A Snohomish County jury on Wednesday took a video tour of the clearing in the Cascade Mountain foothills where Rachel Burkheimer was shot, killed and buried in September 2002.
The DVD was prepared by detectives who recovered Burkheimer’s body from a crude grave off a logging road outside Gold Bar.
Snohomish County sheriff’s detective Kelly Willoth, one of the lead investigators in the case, provided a running narrative as jurors watched the images captured when a detective carried a video camera down a muddy path leading to the place where Burkheimer’s body was found.
“You could actually see where the ground had sunken down,” Willoth said as the camera focused on the grave.
The DVD was played at the aggravated murder trial of John Phillip Anderson, 22, of Everett. Prosecutors contend he killed Burkheimer, a former girlfriend, out of a mixture of jealous anger and gang-inspired paranoia.

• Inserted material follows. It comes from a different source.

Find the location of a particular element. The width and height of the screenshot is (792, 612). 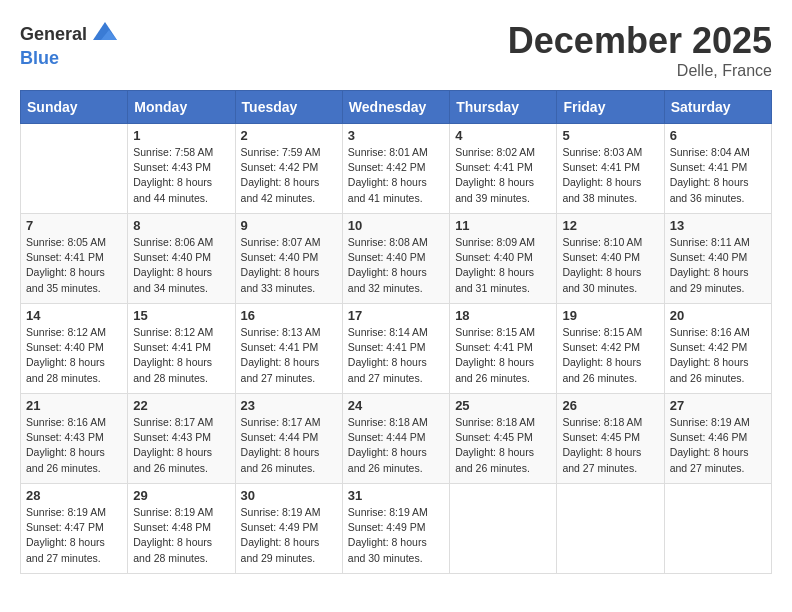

Willoth described how detectives were led to the grave by one of Anderson’s co-defendants, who has already pleaded guilty. She described how, over a period of two days, investigators carefully removed and sifted the soil that covered Burkheimer’s body. Bullet fragments and shell casings were found.
The DVD concluded with images of the opened grave. Burkheimer’s body had already been removed, and indentations showed where she had lain.

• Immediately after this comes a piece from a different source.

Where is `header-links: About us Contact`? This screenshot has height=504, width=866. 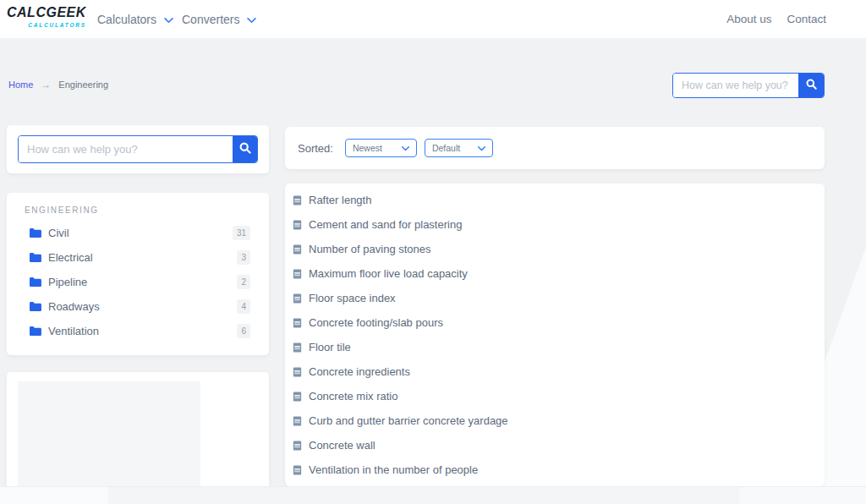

“Her feet were at this end and her head was at the other end, just above the impression of her arms,” Willoth told jurors.
Anderson watched the DVD closely, but with no apparent reaction. He sat motionless, his chin in his left hand.
Jurors have already heard from two witnesses who say they were present when Anderson killed Burkheimer, 18. One of the witnesses, Maurice Rivas, said he watched Anderson shoot again and again after ordering her to step into the grave.
Witnesses have told jurors that Anderson had been jealous and physically abusive toward Burkheimer.
On Wednesday afternoon, jurors began hearing testimony from a man prosecutors say is a key witness on how Anderson’s alleged involvement in a gang called the Northwest Mafia is linked to Burkheimer’s death.
Jeff Barth, 23, told jurors that Anderson was a leader in the gang, which made money through a variety of crimes, including burglaries, drug trafficking and drug-related robberies.
Barth explained the group’s structure and purpose. He also recounted some of the crimes, including a robbery in which a man was tricked into bringing four expensive watches to trade for marijuana, and instead wound up losing them at gunpoint.
Barth said he took one of the watches, which the man claimed was a Rolex. Later, Barth said a jeweler told him it was just a cheap knockoff.
In other words, both sides got ripped off in the Northwest Mafia drug deal, deputy prosecutor Michael Downes said.
“That’s what it looked like,” Barth said.